Online Porn Is Said To Leave More Carbon Footprint Than When Porn Was On Magazines And Tapes

13/12/2017

While the precise numbers don’t exist to really quantify the specifics, but the impression across the industry is that viewership is increasing.

For example, Pornhub, the world’s most popular porn site, provides some the accessible data on its yearly web-traffic report. The first “Year in Review” post in 2013 saw that people visited the site 14.7 billion times. By 2016, that number had almost doubled, to 23 billion, and those visitors watched more than 4.59 billion hours of porn.

And here, Pornhub is just one site.

While Pornhub is the leader in the industry, the smaller ones that are about countless, should not be underestimated.

So here, the digital era of pornography is said to leave a larger carbon footprint than pornography during the days of magazines and VHS. If pornography experts’ estimates are accurate, they suggest a scenario where digitization might have increased the overall consumption of porn so much that porn is actually making things worse for the environment that it ever did before.

Using a formula that Netflix published on its blog in 2015, Nathan Ensmenger, a professor at Indiana University, calculates that if Pornhub streams video as efficiently as Netflix (0.0013 kWh per streaming hour), it used 5.967 million kWh in 2016.

That's about the same amount of energy needed for keep 11,000 light bulbs turned on for a whole year.

But still, it's close to impossible to access all the data inside the porn industry as a whole.

Jon Koomey, a data scientist who studies the environmental impact of the internet, said that there are simply too many variables to be considered. For instance, the growth of porn consumption since the the year 2000 would have to be compared to the growth of all internet data during the same time period.

What's more, the energy and emissions for manufacturing, marketing, transporting, and using porn DVDs would have to be compared to the electricity required to operate servers, the operational cost, network, and specific data center, as well as the electricity used by viewers.

The rise and popularity of online porn, according to Gail Dines, is caused by the principle of the “three As”: affordability, accessibility, and anonymity. “The more anonymous you make porn, the more affordable, the more accessible, the more you drive demand,” said the anti-pornography advocate that is also a sociologist who studies pornography.

In her view, each new technology heightens the three As. Mobile phones, which can be viewed anywhere, are more private than desktop computers. When DVDs, and VHSs, as well as magazines should be stored somewhere, websites like Pornhub require no log-in or credit-card information for users to view adult porn.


__Work instruction__
Locate "Image resolution: width=1262" in the records below, then copy its line and every following line exactly, without the pictures.

─── Given information

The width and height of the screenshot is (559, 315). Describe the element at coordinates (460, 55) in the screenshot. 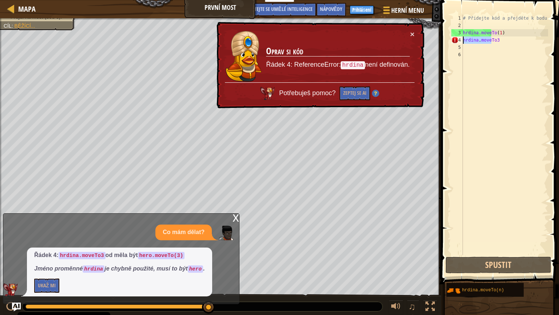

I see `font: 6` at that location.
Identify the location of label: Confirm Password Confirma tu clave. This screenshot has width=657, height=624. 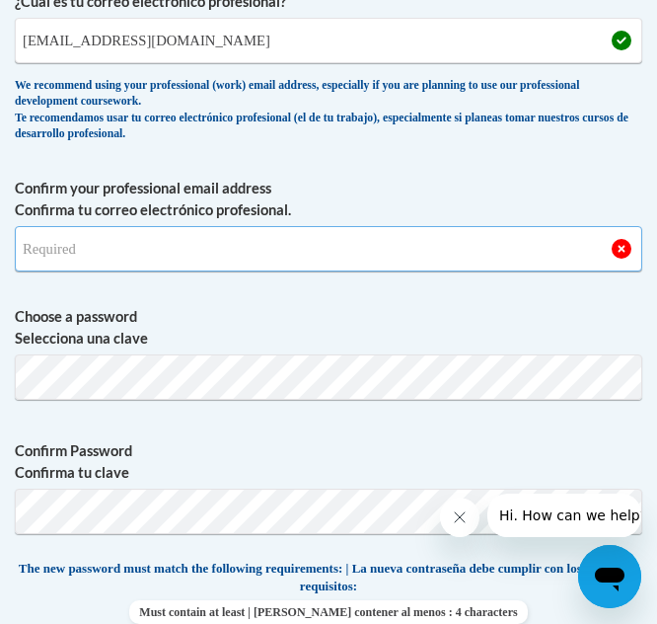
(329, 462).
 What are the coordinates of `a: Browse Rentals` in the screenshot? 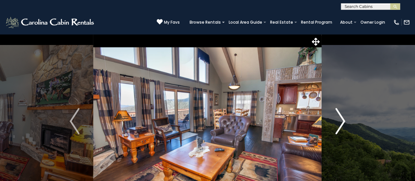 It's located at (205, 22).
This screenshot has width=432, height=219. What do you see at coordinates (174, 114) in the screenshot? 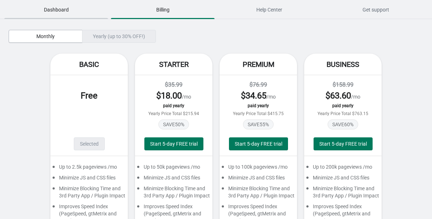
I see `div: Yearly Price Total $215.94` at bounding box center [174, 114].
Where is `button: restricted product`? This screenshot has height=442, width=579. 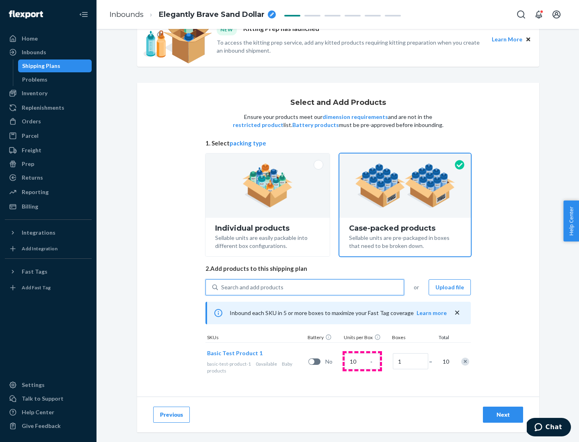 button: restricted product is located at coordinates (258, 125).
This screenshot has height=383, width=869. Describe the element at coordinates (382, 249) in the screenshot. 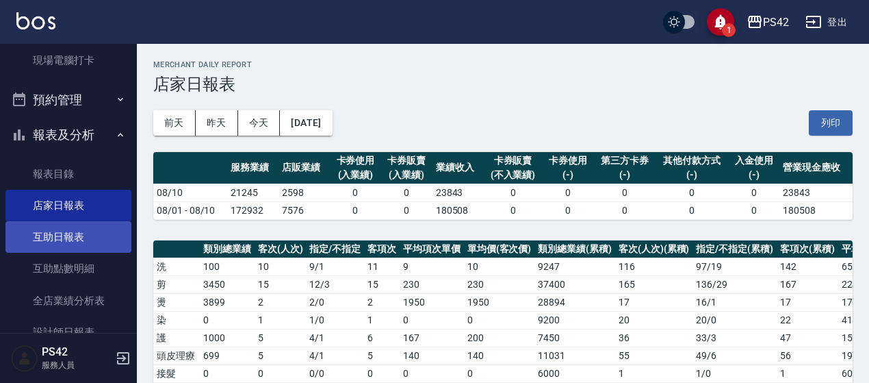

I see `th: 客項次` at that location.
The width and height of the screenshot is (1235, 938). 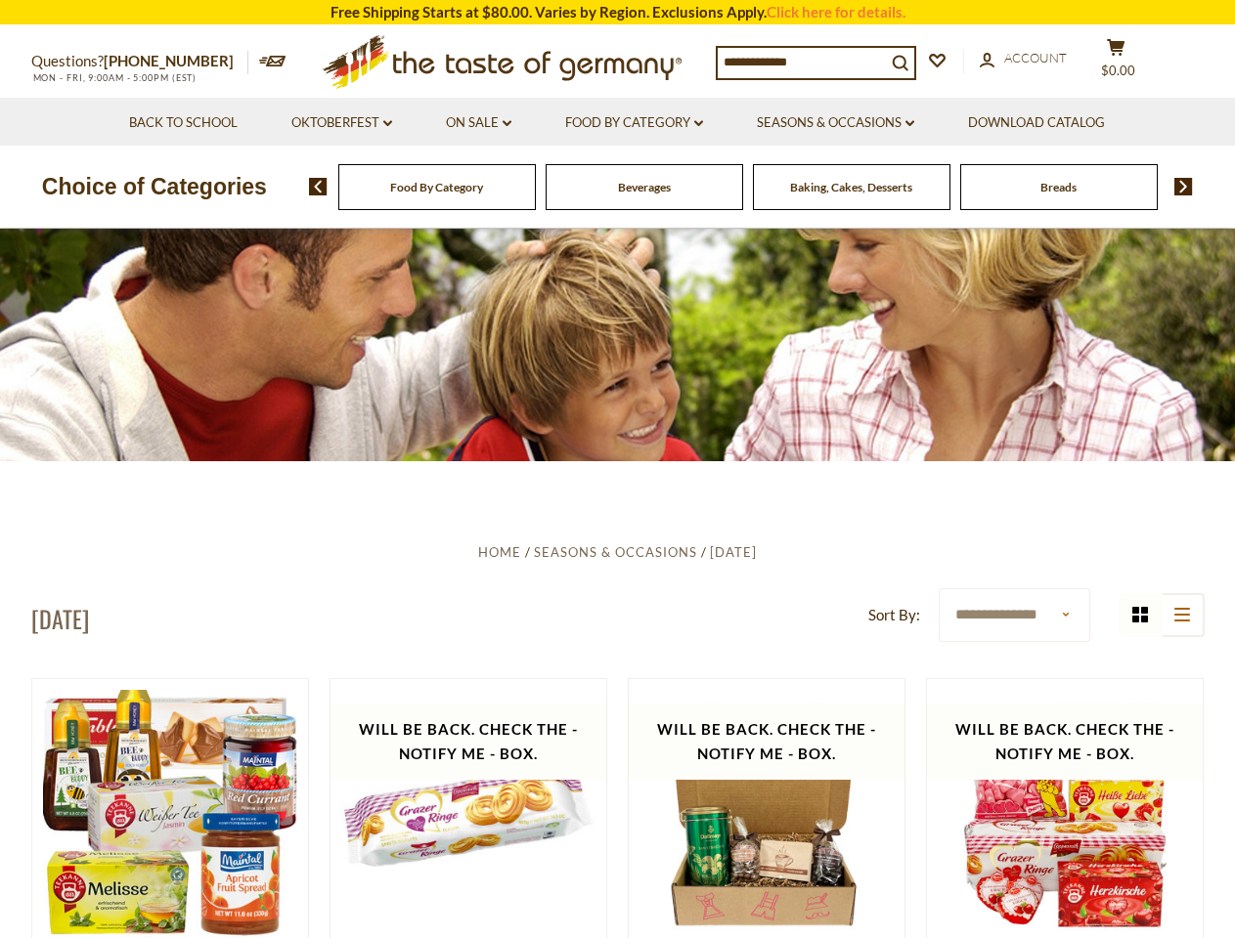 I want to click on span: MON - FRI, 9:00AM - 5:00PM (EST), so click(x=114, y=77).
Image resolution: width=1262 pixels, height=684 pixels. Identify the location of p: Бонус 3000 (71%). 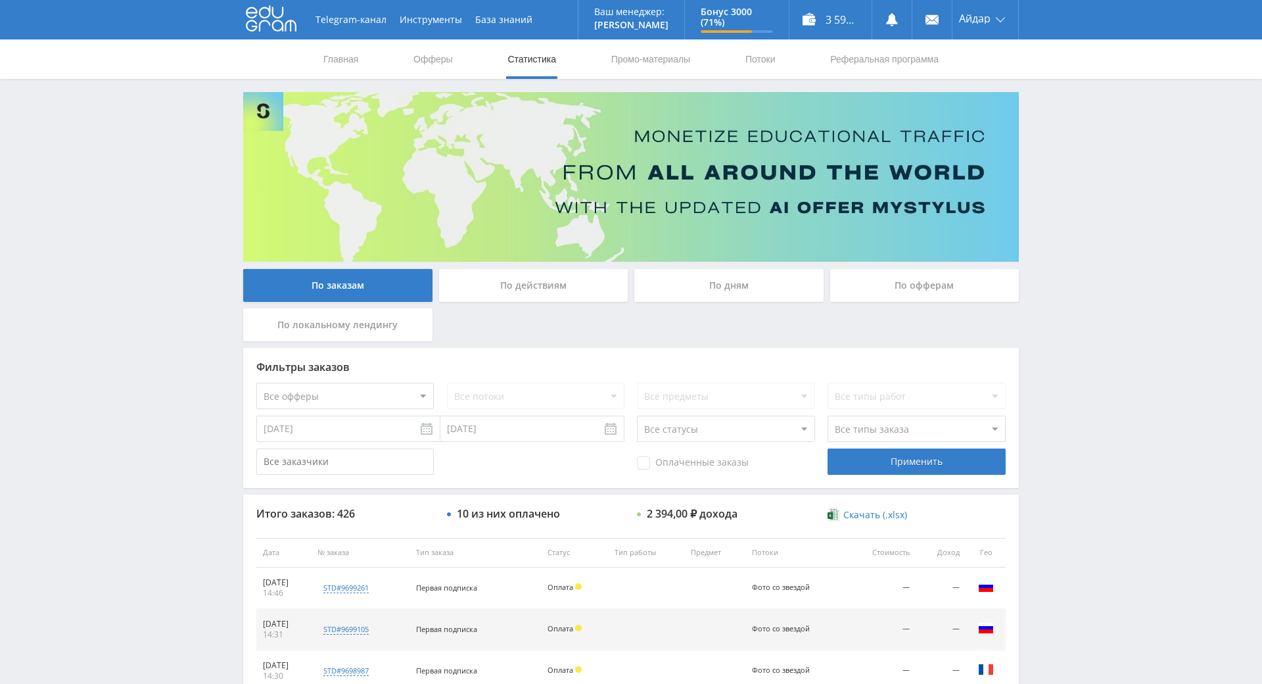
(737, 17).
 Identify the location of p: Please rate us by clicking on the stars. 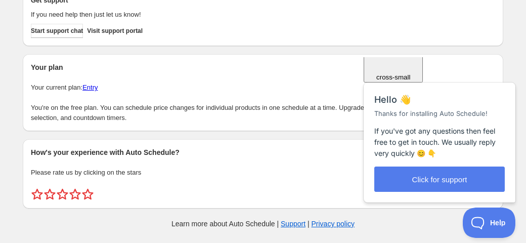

──────

__Solution__
Image resolution: width=1262 pixels, height=684 pixels. Identify the location of p: Бонус 3000 (71%). 
(737, 17).
 Identify the location of p: Please rate us by clicking on the stars. 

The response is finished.